Well, when the gun was fired and the dead bird propelled into the windshield, the glass was smashed, the console was shattered, the engineer’s back rest was split in two and what was left of the bird was embedded in the wall of the cabin.

The shocked Brits, of course, notified NASA, sending along with their report the design of the windshield, begging for suggestions from the U.S. scientists.

NASA responded with just one suggestion, a three-word one:

“Defrost the chicken.”

•     •     •

You may have thought all Julius Caesar ever said worth noting was “Et tu, Brute,” when he was stabbed in the rotunda, but he also made the highly sensible comment, “As a rule, what is out of sight disturbs men’s minds more seriously than what they see.” And please don’t ask me to translate that back into Latin. Please.
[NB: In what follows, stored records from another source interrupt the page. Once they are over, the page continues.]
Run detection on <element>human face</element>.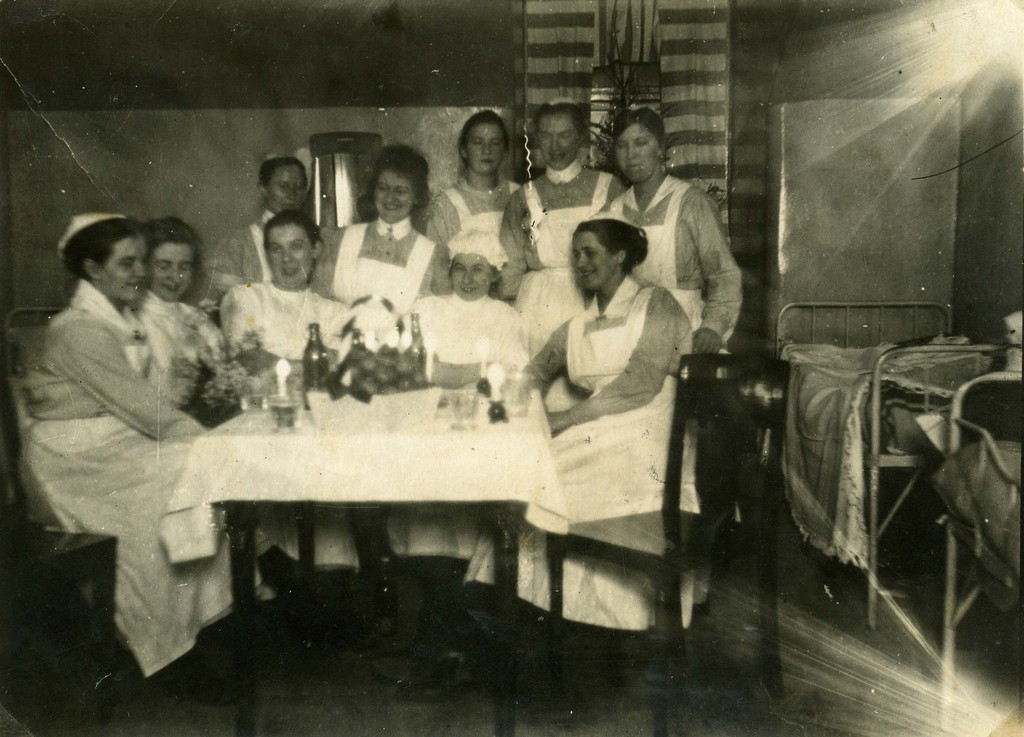
Result: [266,161,305,211].
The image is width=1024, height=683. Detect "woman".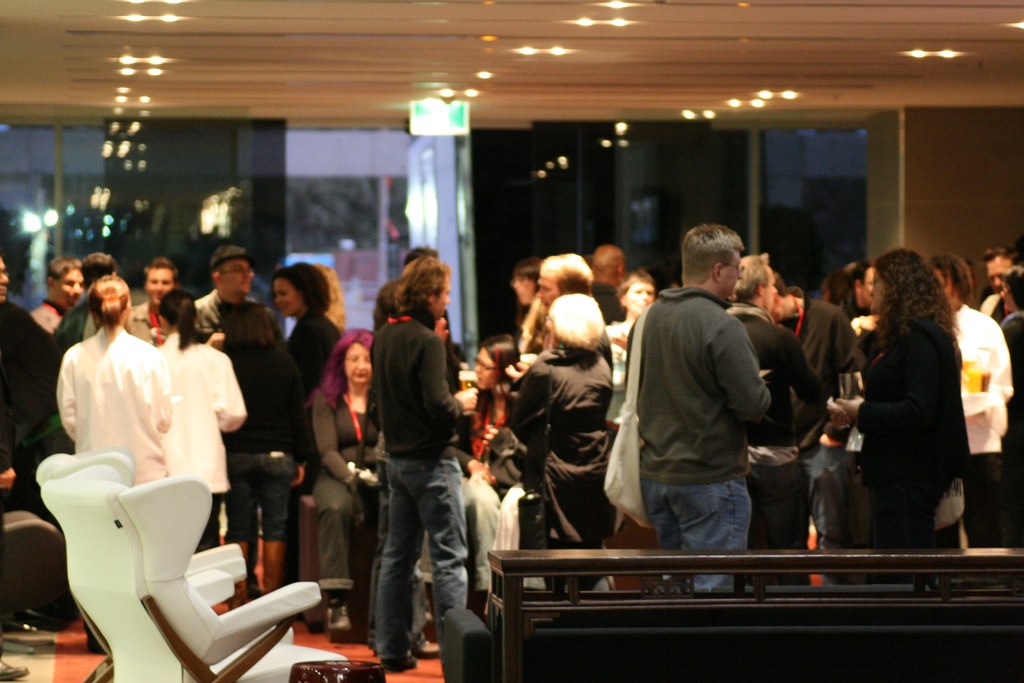
Detection: 510 256 547 332.
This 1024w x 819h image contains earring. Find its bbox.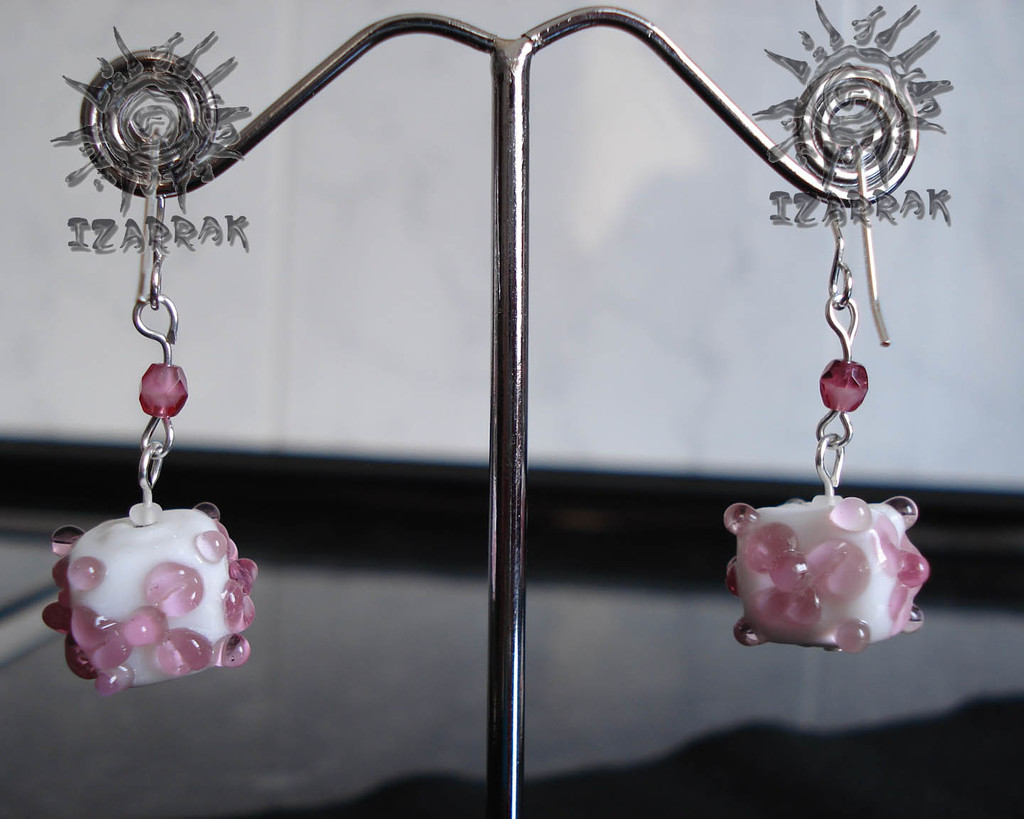
x1=717, y1=138, x2=934, y2=648.
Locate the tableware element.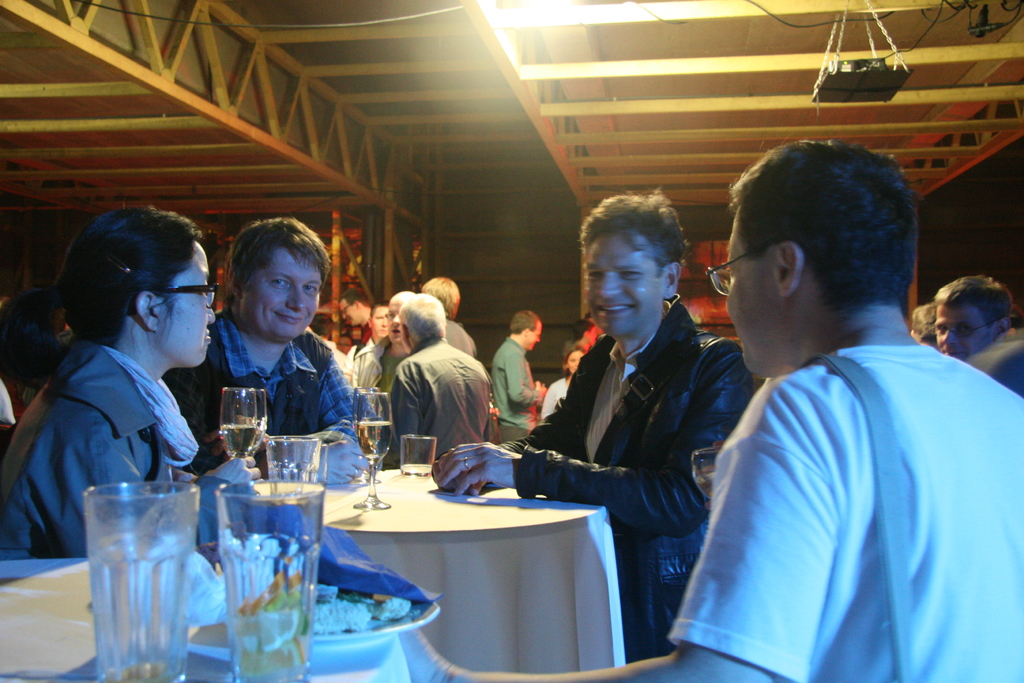
Element bbox: [85, 482, 199, 682].
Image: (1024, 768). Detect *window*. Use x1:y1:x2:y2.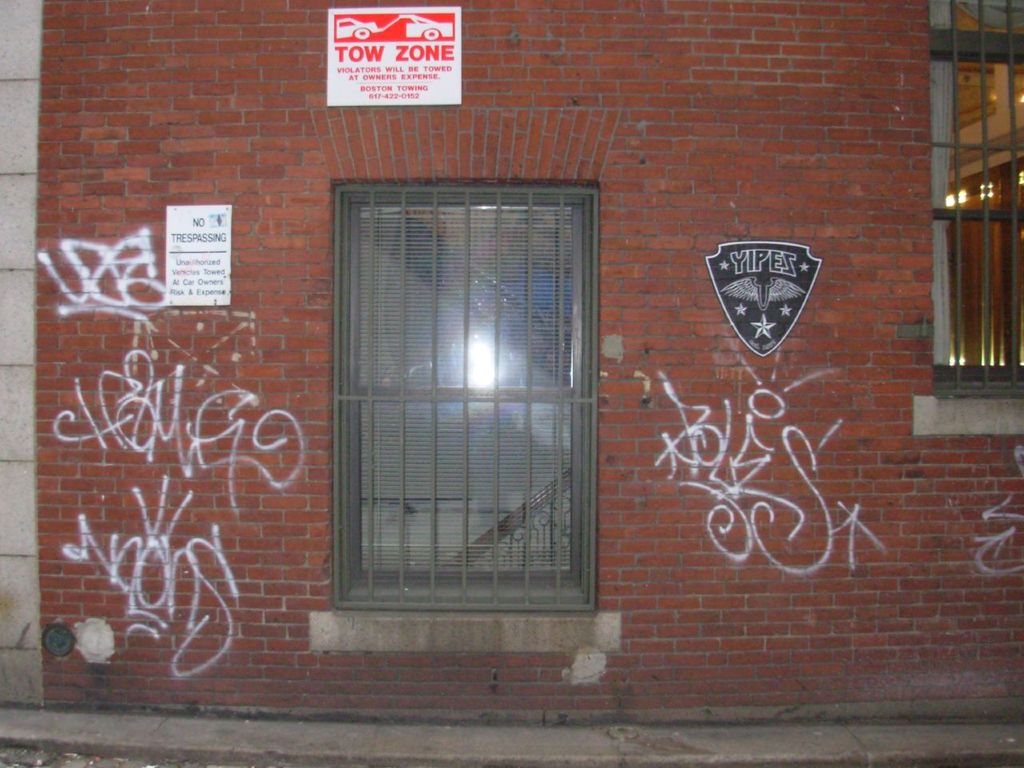
918:6:1023:392.
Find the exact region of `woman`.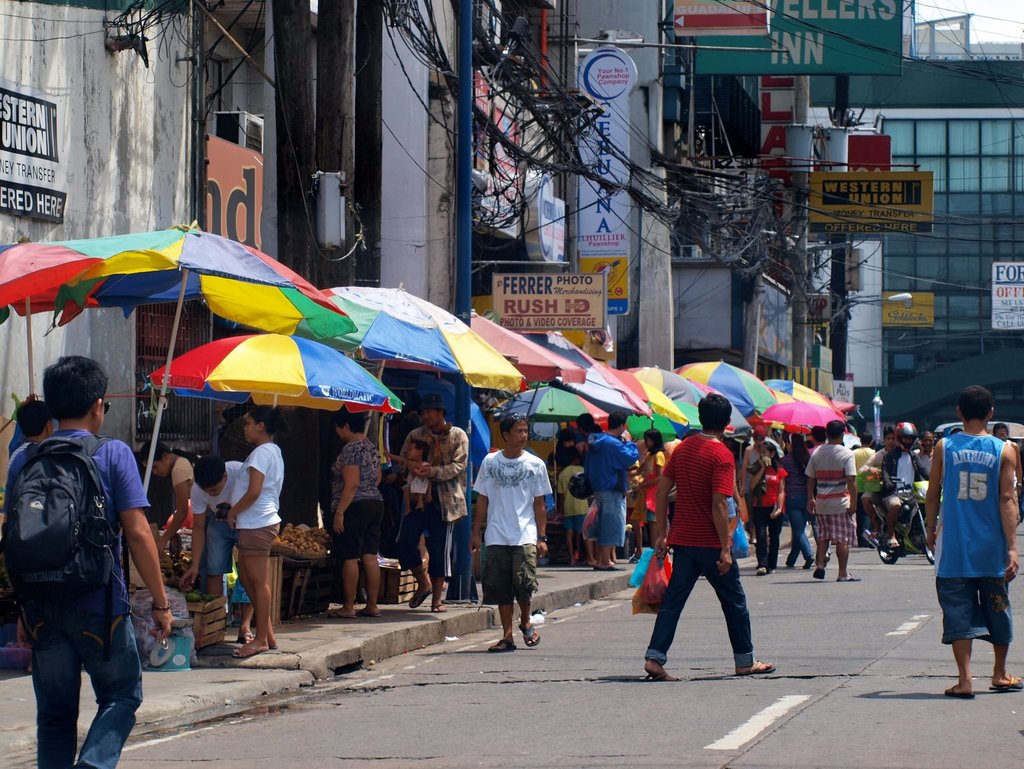
Exact region: 744 441 788 576.
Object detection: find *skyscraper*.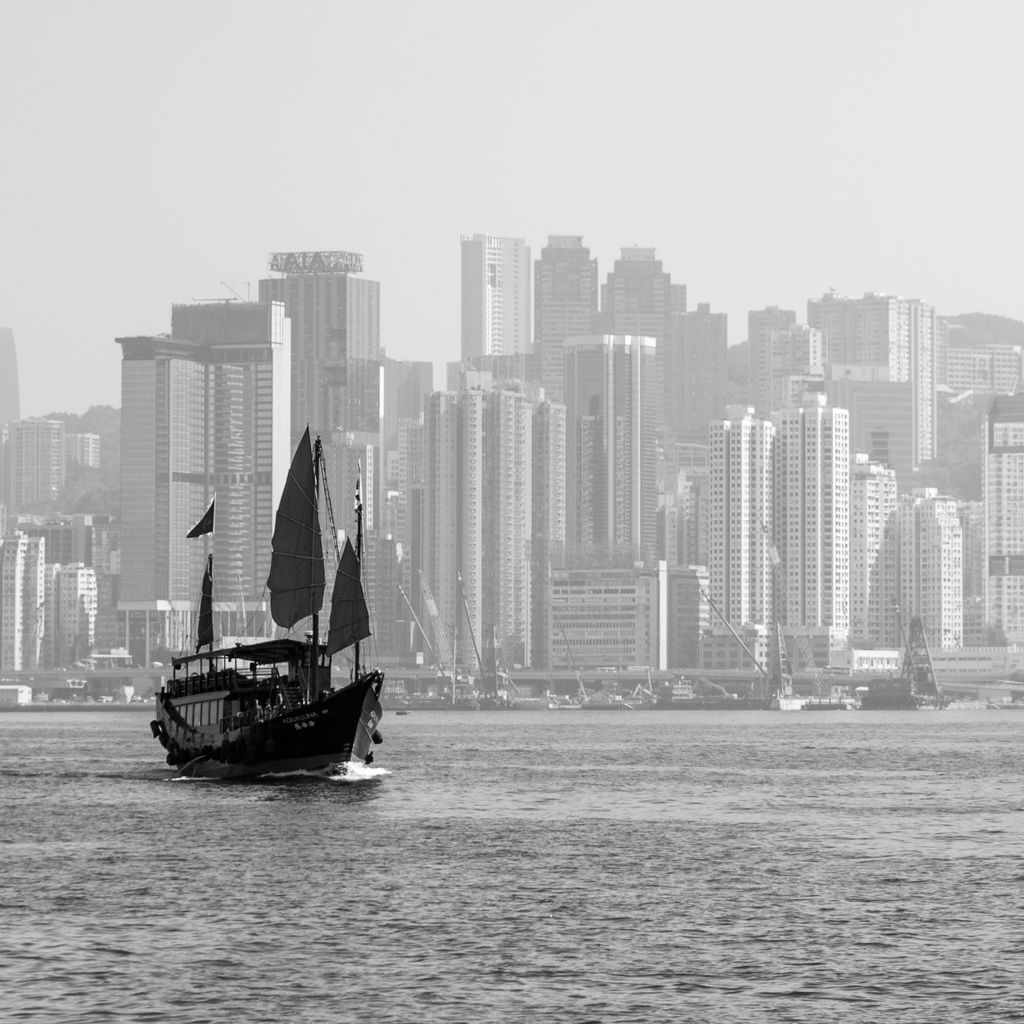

And while I’m in a quoting mode, French mystery writer Georges Simenon said, “I adore life but I don’t fear death. I just prefer to die as late as possible.”

And I’ll go wholeheartedly along with that, having just turned 81 last week.


After retiring from a long and respected career with The Sacramento Bee, Stan Gilliam found that he just couldn't stop writing. So he brought his "Stan's Sacramento" column to the Spectrum, where it has been a favorite of readers for 15 years ... and counting.